I wrote, “I think that some educated non-Christians (and some Christians) would continue for many centuries to maintain the distinction: The uneducated took the stories literally, the educated understood them symbolically.” To clarify, I meant that even centuries later, SOME educated Christians would have continued to see the gospel stories as symbolic. Some, as you say, were declared heretics and ejected. It’s fair to say that in any religious congregation, there will be a variety of beliefs and understandings. People join or remain members for a variety of reasons. We can’t infer that all members of every congregation, even those pastored by apologists, agreed with everything said from the pulpit. Furthermore, we don’t know how representative of “the average Christian” the apologists were. To me, the fact that they went to the trouble of apologizing shows they were on the defensive, from dissenters without, or maybe even within their congregations.
I agree, there may have been some people who understood Mark’s tale allegorically, but I think we also have to consider that Matthew was by far the more well known and read work. Mark, for the most part, just tagged along. Mark, it seems, was mostly ignored and only barely made it into the Bible. Perhaps some early Pauline initiates understood Mark.
In addition, I suspect if we look at the Derveni Papyrus we may see an example of how Mark may have been intended. The Derveni Papyrus is of course the famous scroll found in a burial mound that describes allegorical interpretation of the Orphic theogonies. According to the writer, most people fail to understand the Orphic works and even the Orphic rites. The writer criticizes the mysteries, or at least the initiates into the mysteries, because they fail to learn the secrets. They fail to learn the secrets because they don’t study the text. The failure to study the texts results from the failure to recognize their allegory and symbolism. The Orphic texts, we are told, are all encoded in enigmas and only those with ears to hear can truly understand them. Orpheus intentionally speaks in riddles so that only those devoted to the study of the texts can comprehend them. The writer tells us of ways to decode the Orphic texts to learn the mysteries.
If we concede that Paul was engaged in mystery religion, and that Mark is following Paul, then Mark is writing an allegorical mystery narrative. I explore this further in my book.
Whoops, this was supposed to be in reply to Neil.
@RGPRICE “If we concede that Paul was engaged in mystery religion and that Mark is following Paul, then Mark is writing an allegorical mystery narrative.” This is what it was taught in my time studying hermeticism following the path of the Golden Dawn.
In our work, the 7 principles were taught using the Mark. I have never seen anything published on that.

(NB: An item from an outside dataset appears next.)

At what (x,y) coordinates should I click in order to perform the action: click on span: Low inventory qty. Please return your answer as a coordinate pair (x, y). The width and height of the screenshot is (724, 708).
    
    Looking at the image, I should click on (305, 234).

Does it makes sense to you? https://en.wikipedia.org/wiki/The_Kybalion#The_seven_Principles
Let’s not confuse two different questions. We have no clear evidence to enable us to pin down the origins of either gospel. We can’t even definitely say when either was composed (the possible range covers a period between 70 and 170) or by whom or for whom or where . . .
By the time we come to unequivocal independent evidence we are looking at a quite different question: how to understand the acceptance (and interpretations) of these works by the “proto-catholic” branch of christianity.